So the execution of a Backtalk program is really very simple. Backtalk starts at the beginning of the program and executes one item at a time according to the following rules:

That's pretty much all there is. This is very simple and computers can run such scripts very quickly.

3. Backtalk Syntax

The examples above aren't actually quite in correct Backtalk syntax. We'll set that straight here.

3.1. Comments

First, comments start with percent signs:
    % This is my beautiful program

    1 2 + print   % This should print the number 3

3.2. White Space

White space doesn't matter. Occasionally it can be omitted. All of the following are equivalent:
    1 2 + print

    1   2
        +
        print

    1 2+print

3.3. Strings

Since we don't need parenthesis for their usual function of grouping arguments to operators, we use them instead of quotation marks to quote strings. Quoting strings with parenthesis seems a bit odd at least, but it actually makes things easier to read, since it is clear what is inside the parenthesis and what is outside.

So the classic hello world program is:

    (Hello world!\n) print
Here '\n' represents a newline. You can also just put a literal linebreak inside a string. The following two forms are equivalent:
    (Hello world!\nHow you doing?\n) print

    (Hello world!
    How you doing?
    ) print
If you have a parenthesis in a string, you usually need to backslash it:
   (Hello world! \(copyright 1978, Kernighan and Ritchie\)\n) print 
Actually, in this case you don't have to Backslash the parentheses because they balance. But you definately would in the following case:
   (Hello world! \(copyright )
     year
     (, Kernighan and Ritchie\)\n) print 
Here the parentheses inside each string don't match up, so they must be backslashed. In general it is good style to backslash them all.

You can concatinate strings with the + function. "(Hello )(World)+" gives "(Hello World)". Sometimes this gets big and ugly:

  (Hello )(World!)(\n)(How are )(you)(?/n)+++++
An alternate syntax is often more convenient:
  ` (Hello )(World!)(\n)(How are )(you)(?/n) '
Here everything between the ` and the ' will be concatinated together into a string. The ` really just pushes a mark on the stack, and the ' is a function that concatinates everything after the last mark on the stack.

3.4. Variables

We can define variable as follows:
   /year 1978 def
   /name (Tom) def 
When a variable name is proceded by a slash, then the name itself is pushed on the stack instead of it's value. So the def function pops the name and a value off the stack and defines that variable to have that value. We get the value of a variable just by using its name without the slash.
   (My name is )name( and I was born in )year(\n) print

You'll see several other forms of this. The xdef function does that same thing but takes the arguments in reverse order:

   1978 /year xdef
   (Tom) /name xdef 

The store and xstore functions are similar to def and xdef but they can only store new values in previously existing variables, while def can either update or create variables. In most Backtalk scripts the difference doesn't matter, but Backtalk does have a notion of local and global sets of variables that we won't get into here, and it may matter when those are being used.

3.5. Constants

The defconstant function looks a lot like def:
   /year 1978 defconstant
   /name (Tom) defconstant
It behaves very differently though. All Backtalk scripts are compiled before being executed, with the compiled copy being saved to a file. Constants are evaluated at compile time instead of run time. So if we write
   (My name is )name( and I was born in )year(\n) print
Then the compiler will translate this to:
   (My name is )(Tom)( and I was born in )1978(\n) print
This means when we actually run the program Backtalk doesn't have to look up the values of name and year because it already has the values. In fact, it can't look up those values, because they don't exist at run time. This is faster, but it also means that you can't change those values at run time. A lot of system configuration settings are done with constants.

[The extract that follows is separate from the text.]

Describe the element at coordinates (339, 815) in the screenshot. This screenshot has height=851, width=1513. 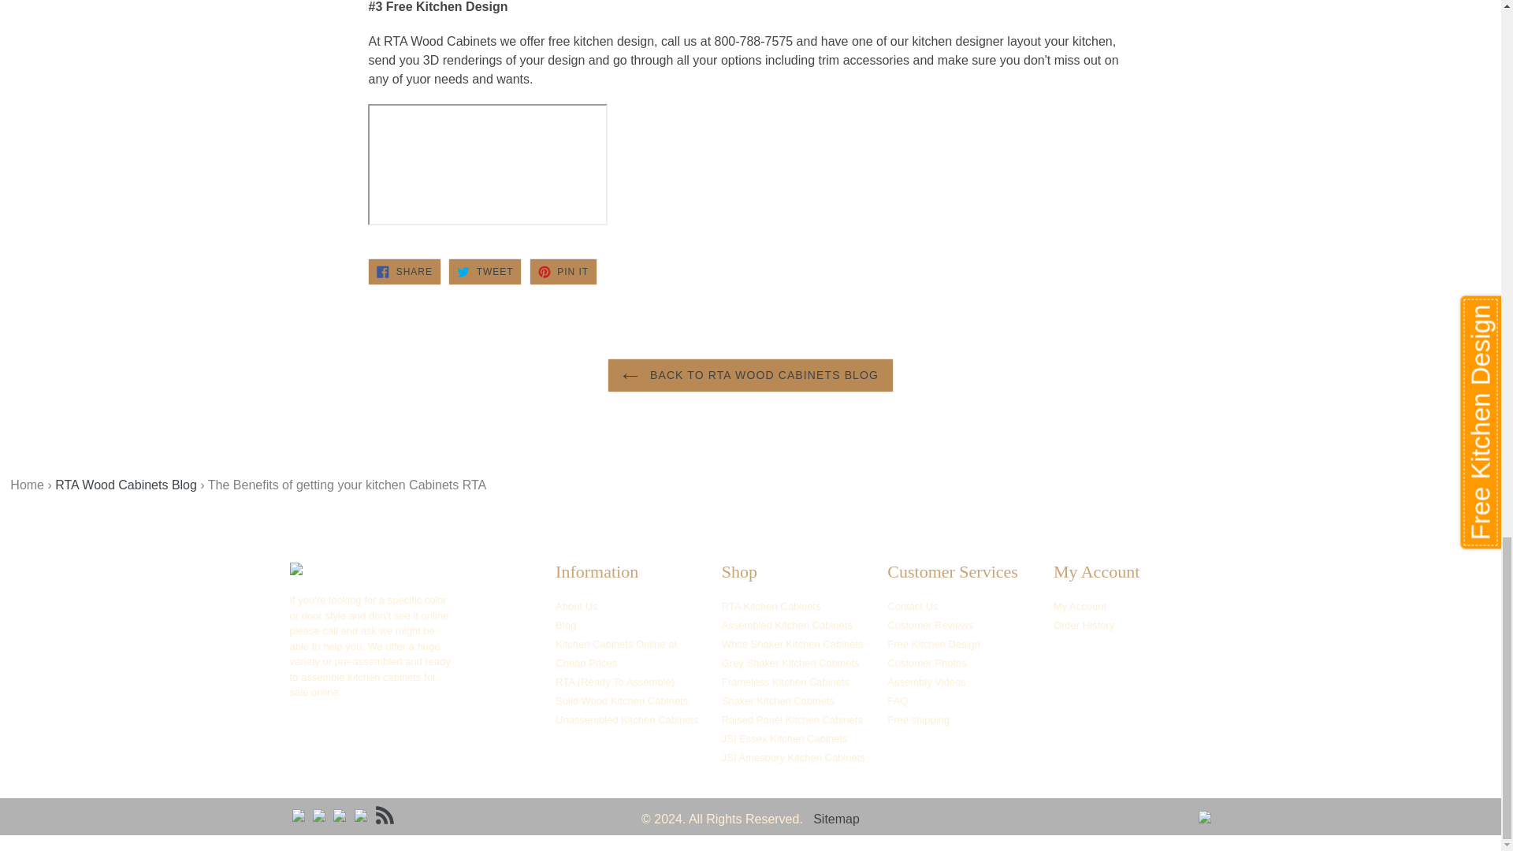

Backtalk will even do some computation on constants at compile time. If we write:

   /msg `(I was five years old in )year 5 +(\n)' def 
then the compiled copy of the program will actually do
   /msg (I was five years old in 1983\n) def
Here the addition and the concatination could all be done at compile time. Appropriate use of constants can improve performance significantly.

3.6. Arrays

You can define an array in Backtalk by doing
  /weekname [ (Sun) (Mon) (Tue) (Wed) (Thu) (Fri) (Sat) ] def
This actually works much the way the concatination operators do - [ pushs a mark on the stack, and ] is a function that pops things off the stack until it finds a mark, then forms everything it popped into an array. Array can contain any mixture of any kind of data, including other arrays. There are operators to do various normal things with arrays, like extract particular values, but you most often see them used in Backtalk to simply group data. If you print an array, it just prints all the elements in it. So if I want to generate a control panel to be displayed at the top and the bottom of the screen, I can generate it once, save it in an array, and print it twice.

3.7. Procedures

A procedure is similar to an array, but functions aren't executed in it:
   /addone { 1 + } def
The { 1 +} part of this doesn't get executed. Instead, a special array is created with the elements 1 and +. The array becomes the value of the addone variable. Variables whose values are procedures are special. If we later do:
   7 addone print
Then we don't just push the value of addone onto the stack as we usually would for a variable. Instead, Backtalk notices that it is a procedure and executes it. So the 1 is pushed and the + is executed and we print 8. This is how new functions are defined in Backtalk.

Procedures are also used to create conditionals and loops. Here is a conditional:

   (The value is )
   x 0 lt {
     (negative.)
   } {
     (postive.)
   } ifelse
   (\n) print
The ifelse takes three values off the stack. The first is a flag, and the second two are procedures. If the flag is a non-zero number or a non-empty string, it executes the first of the two procedures. Otherwise it executes the second.

There are a number of different loop functions, all of which take a procedure argument and execute it repeatedly until some condition arises.

Conditionals interact in a special way with constants. If I do:

   name constant {
      `(My name is )name(\n)'
   } if
Then if name is defined as a constant, then the compiler will produce
   (My name is Tom\n)'
but if name is not defined, nothing will be generated. In this way entire chunks of code can be caused to vanish if they are not needed in a particular installation. This is Backtalk's equivalent of a C-language "#ifdef".

3.8. Implicit Print

When a Backtalk script finishs execution, it automatically does a print causing everything on the stack to be printed from bottom up. A lot of scripts work by just letting all the stuff they intend to output pile up on the stack and never do an explicit print.

This has a number of advantages. One of the odder ones is that you can put the name of a variable on the stack fairly early on, by doing, say /number_of_rows. Then you can generate a whole page of data, keeping count of the number of rows of data generate with the number_of_rows varable. When you finally output the page, when the /number_of_rows literal is printed, it's current value is substituted in. This way I can print the count at the top of the page although I don't know it's value until the bottom of the page.

For large pages, however, it is generally better to do regular prints calls to keep from using up too much memory, and to allow output to begin transferring to the user's browser.